“Have you been talking to Mads?” Connor jibed, but he caught my drift. He grabbed his to-go cup and popped off its plastic lid once he’d gotten cozy on the couch. I needed no invitation before snuggling into his side.
“My dad knows about us,” I said after he offered me a bite of ice cream. “He knows we’re…” I hesitated. “Having fun.”
“Okay, cool,” Connor said, seemingly unfazed. “Should I prepare myself for a talk?”
I giggled. “That’s not really his style.”
Because, as far as I knew, it wasn’t.
“Got it.” Connor nodded. “But just so you know, I am excellent at those talks.”
“Oh, yeah? You have references?”
He laughed, and the sheer delight in it made me smile and my heart spin around in my chest. I wasn’t sure I’d ever felt a glow like this before, or at least not in a very long time.
Don’t let it worry you, I told myself.You might be getting swept up, but you’re not getting swept away.
Eighteen
The next morning, Connor and I left the house after breakfast. “Where are you two headed?” my dad asked, and in response, I showed him Annie’s watercolor of the Aquinnah Cliffs. He carefully studied it, the expression on his face both mesmerized and puzzled. Captivated by the small painting’s intricate details but probably confused why Annie never displayed it for all to see. It was gorgeous.
He handed the watercolor back to me and smiled.
Do you want to come? I almost asked, but I knew he and Erica had plans to take the twins on a boat ride around Edgartown Harbor with Ashley and the boys.
The sky was so blue and the sun burned so bright that not even Connor’s roofless Jeep stopped us from sweating on the way to the western end of the island. “Looks like we aren’t the only great minds,” Connor commented while we searched for a parking spot. There seemed to be tourists everywhere. A family of five bobbed in bucket hats toward the cliffs’ historic brick lighthouse. Gay Head Light, I’d learned on Wikipedia. Back in thenineteenth and twentieth centuries, Aquinnah had apparently been known as “Gay Head.”
I could imagine all the jokes.
Connor maneuvered his Jeep in between a dusty Subaru Crosstrek and a black G-Wagon, the spacing between the cars so tight that I had to leap down through the trunk. “Nine-point-eight,” Connor quipped after offering me his hand to ensure I stuck my landing. Smiling, I laced our fingers together, and we set off for the iconic overlook.
Nearby, there were a series of small, cedar-shingled souvenir and snack shops. It hadn’t hit me how thirsty I was until I spotted a sign for freshly squeezed lemonade. Suddenly, I feltparched. “Should we get a roadie?” I pointed out the sign to Connor. The line wasn’t that long.
Ten minutes later, we climbed the overlook’s steps with refreshing drinks in hand. Sweat slipped down my back, but the lemonade packed a punch, its icy sweetness soon spinning through my veins. My body felt lighter, my head cooler. I started sucking it down so quickly that I didn’t notice one of the overlook’s warped steps. “Whoa there!” Connor’s arm slid around my waist before I could totally trip. My heart skipped as he raised a comically inquisitive eyebrow. “Do I need to confiscate that drink?”
I laughed. “Maybe.”
Fellow tourists greeted us up on the wide plank observation deck, their phones raised to snap pictures while a few childrenlooked through mega binoculars. My pulse began to pound once Connor and I weaved our way toward the edge, and not solely because his hand rested on the small of my back, gently guiding me. The Aquinnah Cliffs werebreathtaking, even more beautiful in person than in Annie’s painting. The bluffs practically rolled into the glimmering ocean, burnt orange and red clay streaks shining bright against the blue sky backdrop and surrounding tall green grass and yellow flowers in full bloom. “Wow,” I whispered.
“Wow,” Connor concurred, then motioned for me to give him my phone. “Let’s get this photo shoot started…”
“How do they look?” I asked afterward. He’d taken a burst, of course, even crouching down for a couple shots.
“Eh.” He shrugged. “Maybe one or two good ones.”
I rolled my eyes, knowing he was mocking me. “Hopefully there are one or two good ones,” I’d said at the Whaling Church, his reply making me now blush instead of flush.
You know you’re gorgeous, right?
Now, someone tapped his shoulder. A petite woman in a sun visor and sunglasses with a pair of binoculars around her neck. “Would you like me to take a picture of you two?”
“That would be great!” Connor smiled. “It saves us a selfie.”
She gestured for him to hand over his phone. We moved to stand side by side by the cliff’s edge, Connor wrapping his arm around my shoulders. His skin nearly scorched mine, but I didn’t hesitate before leaning into him. “Say cheese!” our photographer shouted.
We indulged her, kind of. “Provolone!” I called at the same time Connor went, “Mozzarella!”
We jolted out of our pose, eyes locking as if to say,What was that?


The entries below should be written out again exactly as they stand.

START DATA SHOWN

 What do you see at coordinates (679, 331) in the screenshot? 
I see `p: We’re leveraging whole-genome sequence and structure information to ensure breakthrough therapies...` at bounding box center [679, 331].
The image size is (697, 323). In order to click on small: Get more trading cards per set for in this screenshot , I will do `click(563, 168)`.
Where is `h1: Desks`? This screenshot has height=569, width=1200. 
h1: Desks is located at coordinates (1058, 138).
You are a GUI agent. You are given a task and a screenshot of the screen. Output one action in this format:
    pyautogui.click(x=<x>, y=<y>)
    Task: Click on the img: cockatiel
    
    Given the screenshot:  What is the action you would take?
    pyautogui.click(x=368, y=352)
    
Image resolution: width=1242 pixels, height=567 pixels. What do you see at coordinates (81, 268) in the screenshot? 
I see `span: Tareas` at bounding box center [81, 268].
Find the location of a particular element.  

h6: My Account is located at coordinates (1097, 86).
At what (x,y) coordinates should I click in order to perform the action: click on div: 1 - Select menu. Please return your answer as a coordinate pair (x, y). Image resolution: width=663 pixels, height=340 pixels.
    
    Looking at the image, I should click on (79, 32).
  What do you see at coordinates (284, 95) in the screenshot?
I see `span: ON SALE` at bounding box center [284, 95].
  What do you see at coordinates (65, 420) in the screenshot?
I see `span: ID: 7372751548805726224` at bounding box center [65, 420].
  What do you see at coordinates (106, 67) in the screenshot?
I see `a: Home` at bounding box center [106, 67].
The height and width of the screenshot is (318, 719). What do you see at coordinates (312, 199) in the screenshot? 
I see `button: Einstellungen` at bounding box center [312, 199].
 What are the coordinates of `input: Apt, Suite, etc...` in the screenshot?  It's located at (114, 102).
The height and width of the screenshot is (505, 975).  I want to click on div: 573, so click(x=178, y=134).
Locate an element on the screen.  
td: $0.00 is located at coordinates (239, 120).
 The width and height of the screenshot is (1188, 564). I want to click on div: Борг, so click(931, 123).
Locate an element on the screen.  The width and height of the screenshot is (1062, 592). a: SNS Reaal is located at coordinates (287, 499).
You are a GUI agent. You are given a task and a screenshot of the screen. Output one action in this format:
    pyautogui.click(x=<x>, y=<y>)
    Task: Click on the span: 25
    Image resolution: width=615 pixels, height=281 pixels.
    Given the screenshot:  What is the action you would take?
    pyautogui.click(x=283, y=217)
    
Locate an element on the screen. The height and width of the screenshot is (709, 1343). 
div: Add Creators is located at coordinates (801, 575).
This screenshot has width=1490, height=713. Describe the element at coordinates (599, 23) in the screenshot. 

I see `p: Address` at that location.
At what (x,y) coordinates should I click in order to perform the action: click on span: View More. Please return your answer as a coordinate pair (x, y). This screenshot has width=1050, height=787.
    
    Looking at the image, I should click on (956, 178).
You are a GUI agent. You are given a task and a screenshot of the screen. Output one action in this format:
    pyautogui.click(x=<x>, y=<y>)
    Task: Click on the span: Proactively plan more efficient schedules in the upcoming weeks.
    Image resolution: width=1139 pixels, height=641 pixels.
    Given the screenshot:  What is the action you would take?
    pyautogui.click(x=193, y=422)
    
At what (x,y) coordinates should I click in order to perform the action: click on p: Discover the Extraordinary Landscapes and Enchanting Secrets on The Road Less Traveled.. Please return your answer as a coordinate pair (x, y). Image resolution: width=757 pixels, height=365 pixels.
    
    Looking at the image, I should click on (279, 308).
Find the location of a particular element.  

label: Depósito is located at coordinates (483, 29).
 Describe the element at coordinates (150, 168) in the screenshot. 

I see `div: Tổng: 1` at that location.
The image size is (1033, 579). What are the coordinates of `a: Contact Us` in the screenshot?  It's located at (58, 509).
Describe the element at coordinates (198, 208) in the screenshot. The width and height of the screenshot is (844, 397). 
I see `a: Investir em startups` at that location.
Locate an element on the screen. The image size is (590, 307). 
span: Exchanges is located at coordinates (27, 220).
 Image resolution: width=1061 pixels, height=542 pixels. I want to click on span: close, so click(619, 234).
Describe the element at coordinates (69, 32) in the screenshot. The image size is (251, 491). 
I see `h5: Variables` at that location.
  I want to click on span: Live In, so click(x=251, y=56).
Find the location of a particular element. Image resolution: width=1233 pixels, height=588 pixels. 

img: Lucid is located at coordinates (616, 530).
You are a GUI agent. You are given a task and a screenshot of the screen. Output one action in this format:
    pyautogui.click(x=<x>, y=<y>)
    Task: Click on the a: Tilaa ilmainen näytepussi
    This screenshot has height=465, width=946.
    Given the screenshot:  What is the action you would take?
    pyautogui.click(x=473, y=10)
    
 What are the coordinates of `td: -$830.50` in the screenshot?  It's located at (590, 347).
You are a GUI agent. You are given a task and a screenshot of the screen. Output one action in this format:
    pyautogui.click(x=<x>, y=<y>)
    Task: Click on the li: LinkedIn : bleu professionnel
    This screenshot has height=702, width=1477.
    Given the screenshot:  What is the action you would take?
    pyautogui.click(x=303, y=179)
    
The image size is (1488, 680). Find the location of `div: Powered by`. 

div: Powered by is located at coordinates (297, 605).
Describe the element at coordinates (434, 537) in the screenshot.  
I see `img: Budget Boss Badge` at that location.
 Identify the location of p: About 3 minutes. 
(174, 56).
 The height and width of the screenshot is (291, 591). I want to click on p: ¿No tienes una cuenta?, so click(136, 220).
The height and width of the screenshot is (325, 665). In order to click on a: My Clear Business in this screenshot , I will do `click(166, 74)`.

END DATA SHOWN

YOUR RESPONSE
 What do you see at coordinates (679, 331) in the screenshot? 
I see `p: We’re leveraging whole-genome sequence and structure information to ensure breakthrough therapies...` at bounding box center [679, 331].
The image size is (697, 323). In order to click on small: Get more trading cards per set for in this screenshot , I will do `click(563, 168)`.
Where is `h1: Desks`? This screenshot has height=569, width=1200. 
h1: Desks is located at coordinates (1058, 138).
You are a GUI agent. You are given a task and a screenshot of the screen. Output one action in this format:
    pyautogui.click(x=<x>, y=<y>)
    Task: Click on the img: cockatiel
    
    Given the screenshot:  What is the action you would take?
    pyautogui.click(x=368, y=352)
    
Image resolution: width=1242 pixels, height=567 pixels. What do you see at coordinates (81, 268) in the screenshot? 
I see `span: Tareas` at bounding box center [81, 268].
Find the location of a particular element.  

h6: My Account is located at coordinates (1097, 86).
At what (x,y) coordinates should I click in order to perform the action: click on div: 1 - Select menu. Please return your answer as a coordinate pair (x, y). Image resolution: width=663 pixels, height=340 pixels.
    
    Looking at the image, I should click on (79, 32).
  What do you see at coordinates (284, 95) in the screenshot?
I see `span: ON SALE` at bounding box center [284, 95].
  What do you see at coordinates (65, 420) in the screenshot?
I see `span: ID: 7372751548805726224` at bounding box center [65, 420].
  What do you see at coordinates (106, 67) in the screenshot?
I see `a: Home` at bounding box center [106, 67].
The height and width of the screenshot is (318, 719). What do you see at coordinates (312, 199) in the screenshot? 
I see `button: Einstellungen` at bounding box center [312, 199].
 What are the coordinates of `input: Apt, Suite, etc...` in the screenshot?  It's located at (114, 102).
The height and width of the screenshot is (505, 975).  I want to click on div: 573, so click(x=178, y=134).
Locate an element on the screen.  
td: $0.00 is located at coordinates (239, 120).
 The width and height of the screenshot is (1188, 564). I want to click on div: Борг, so click(931, 123).
Locate an element on the screen.  The width and height of the screenshot is (1062, 592). a: SNS Reaal is located at coordinates (287, 499).
You are a GUI agent. You are given a task and a screenshot of the screen. Output one action in this format:
    pyautogui.click(x=<x>, y=<y>)
    Task: Click on the span: 25
    Image resolution: width=615 pixels, height=281 pixels.
    Given the screenshot:  What is the action you would take?
    pyautogui.click(x=283, y=217)
    
Locate an element on the screen. The height and width of the screenshot is (709, 1343). 
div: Add Creators is located at coordinates (801, 575).
This screenshot has width=1490, height=713. Describe the element at coordinates (599, 23) in the screenshot. 

I see `p: Address` at that location.
At what (x,y) coordinates should I click in order to perform the action: click on span: View More. Please return your answer as a coordinate pair (x, y). This screenshot has width=1050, height=787.
    
    Looking at the image, I should click on (956, 178).
You are a GUI agent. You are given a task and a screenshot of the screen. Output one action in this format:
    pyautogui.click(x=<x>, y=<y>)
    Task: Click on the span: Proactively plan more efficient schedules in the upcoming weeks.
    Image resolution: width=1139 pixels, height=641 pixels.
    Given the screenshot:  What is the action you would take?
    pyautogui.click(x=193, y=422)
    
At what (x,y) coordinates should I click in order to perform the action: click on p: Discover the Extraordinary Landscapes and Enchanting Secrets on The Road Less Traveled.. Please return your answer as a coordinate pair (x, y). Image resolution: width=757 pixels, height=365 pixels.
    
    Looking at the image, I should click on (279, 308).
Find the location of a particular element.  

label: Depósito is located at coordinates (483, 29).
 Describe the element at coordinates (150, 168) in the screenshot. 

I see `div: Tổng: 1` at that location.
The image size is (1033, 579). What are the coordinates of `a: Contact Us` in the screenshot?  It's located at (58, 509).
Describe the element at coordinates (198, 208) in the screenshot. The width and height of the screenshot is (844, 397). 
I see `a: Investir em startups` at that location.
Locate an element on the screen. The image size is (590, 307). 
span: Exchanges is located at coordinates (27, 220).
 Image resolution: width=1061 pixels, height=542 pixels. I want to click on span: close, so click(619, 234).
Describe the element at coordinates (69, 32) in the screenshot. The image size is (251, 491). 
I see `h5: Variables` at that location.
  I want to click on span: Live In, so click(x=251, y=56).
Find the location of a particular element. Image resolution: width=1233 pixels, height=588 pixels. 

img: Lucid is located at coordinates (616, 530).
You are a GUI agent. You are given a task and a screenshot of the screen. Output one action in this format:
    pyautogui.click(x=<x>, y=<y>)
    Task: Click on the a: Tilaa ilmainen näytepussi
    This screenshot has height=465, width=946.
    Given the screenshot:  What is the action you would take?
    pyautogui.click(x=473, y=10)
    
 What are the coordinates of `td: -$830.50` in the screenshot?  It's located at (590, 347).
You are a GUI agent. You are given a task and a screenshot of the screen. Output one action in this format:
    pyautogui.click(x=<x>, y=<y>)
    Task: Click on the li: LinkedIn : bleu professionnel
    This screenshot has height=702, width=1477.
    Given the screenshot:  What is the action you would take?
    pyautogui.click(x=303, y=179)
    
The image size is (1488, 680). Find the location of `div: Powered by`. 

div: Powered by is located at coordinates (297, 605).
Describe the element at coordinates (434, 537) in the screenshot.  
I see `img: Budget Boss Badge` at that location.
 Identify the location of p: About 3 minutes. 
(174, 56).
 The height and width of the screenshot is (291, 591). I want to click on p: ¿No tienes una cuenta?, so click(136, 220).
The height and width of the screenshot is (325, 665). In order to click on a: My Clear Business in this screenshot , I will do `click(166, 74)`.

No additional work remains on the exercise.